2005 Salt Lake City Annual Meeting (October 16–19, 2005)

Paper No. 2
Presentation Time: 1:50 PM

REGIONAL GROUNDWATER CONTROL OF SLOPE STABILITY IN THE GLACIAL LAKE DULUTH BASIN, MINNESOTA


MOOERS, Howard D., Earth and Environmental Sciences, University of Minnesota Duluth, 230 Heller Hall, 1114 Kirby Drive, Duluth, MN 55812, WATTRUS, Nigel J., Large Lakes Observatory and Department of Geological Sciences, University of Minnesota, 203 Research Laboratory Building, 10 University Drive, Duluth, MN 55812 and MOSSBERGER, Irvin G., Geological Sciences, University of Minnesota, 230 Heller Hall, 1114 Kirby Drive, Duluth, MN 55812, hmooers@d.umn.edu

Glacial Lake Duluth occupied the western end of the Lake Superior Basin dammed between a series of moraines on the west and the active ice margin on the east. At least three and possibly four phases of the lake existed between successive ice advances. The resulting stratigraphy consists of thin (4-7 meters) shallow water lacustrine sequences interbedded with thick (up to 40 meters) lacustrine clays or clayey tills.
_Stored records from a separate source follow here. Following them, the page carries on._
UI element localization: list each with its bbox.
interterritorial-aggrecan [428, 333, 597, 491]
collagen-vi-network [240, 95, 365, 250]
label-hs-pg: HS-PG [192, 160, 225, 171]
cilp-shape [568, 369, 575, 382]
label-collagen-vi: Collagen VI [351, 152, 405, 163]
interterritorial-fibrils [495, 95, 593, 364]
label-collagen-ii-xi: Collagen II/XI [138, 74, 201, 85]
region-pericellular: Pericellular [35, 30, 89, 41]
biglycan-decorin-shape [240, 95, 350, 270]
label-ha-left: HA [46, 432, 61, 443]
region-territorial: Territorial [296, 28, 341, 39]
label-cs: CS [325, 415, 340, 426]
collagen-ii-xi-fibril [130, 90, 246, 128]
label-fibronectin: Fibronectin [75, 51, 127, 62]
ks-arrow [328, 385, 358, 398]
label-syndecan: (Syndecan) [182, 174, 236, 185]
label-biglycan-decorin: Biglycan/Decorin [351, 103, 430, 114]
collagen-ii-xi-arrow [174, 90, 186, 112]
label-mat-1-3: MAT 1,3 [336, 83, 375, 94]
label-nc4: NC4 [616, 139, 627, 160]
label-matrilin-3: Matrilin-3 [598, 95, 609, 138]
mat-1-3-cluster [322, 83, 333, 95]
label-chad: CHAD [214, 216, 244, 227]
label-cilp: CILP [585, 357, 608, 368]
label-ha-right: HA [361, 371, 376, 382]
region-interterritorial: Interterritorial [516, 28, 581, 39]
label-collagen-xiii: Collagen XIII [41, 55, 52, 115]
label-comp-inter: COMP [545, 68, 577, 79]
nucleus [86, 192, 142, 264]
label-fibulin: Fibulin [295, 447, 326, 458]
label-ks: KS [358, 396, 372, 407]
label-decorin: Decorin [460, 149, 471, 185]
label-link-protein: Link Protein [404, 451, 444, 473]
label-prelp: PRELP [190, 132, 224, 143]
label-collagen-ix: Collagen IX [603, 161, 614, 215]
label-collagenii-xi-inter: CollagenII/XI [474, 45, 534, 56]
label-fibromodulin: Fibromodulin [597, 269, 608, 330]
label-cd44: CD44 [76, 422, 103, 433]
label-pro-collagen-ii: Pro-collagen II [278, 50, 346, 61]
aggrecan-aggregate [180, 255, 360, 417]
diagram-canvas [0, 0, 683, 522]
The shallow-water sands are hydraulically connected to sediments of a large moraine complex composed primarily of coarse outwash. Groundwater recharge and resulting high hydraulic head in the moraine result in artesian conditions in the hydraulically-connected sands of the Lake Duluth sedimentary sequences.

The regional topography slopes toward the axis of the Lake Duluth Basin and the potentiometric surface of the confined aquifers exceeds the surface elevation throughout much of the central part of the former lake basin. In this area groundwater seeps are common. Groundwater seeps are concentrated in areas where the potentiometric surface intersects the land surface. One occurrence of groundwater discharge allows analysis of the failure potential of the lacustrine clays. Groundwater discharge is occurring around the perimeter of a drained beaver pond. The discharge is focused at discrete points that are identified by the presence of large sand volcanoes. The sand volcanoes are located along fault scarps that are the surface expression of rotational slumps. A Mohr-Coulomb failure analysis suggests that small reductions in shear strength or small local increases in shear stress lead to failure of the clay by rotational slumping. Our analysis indicates that even the damming or draining of a beaver pond three meters deep can trigger slope instability. Once groundwater has a conduit to the surface along fault scarps, volume loss of sand from the aquifer perpetuates the processes of slumping, dewatering, and further aquifer volume loss.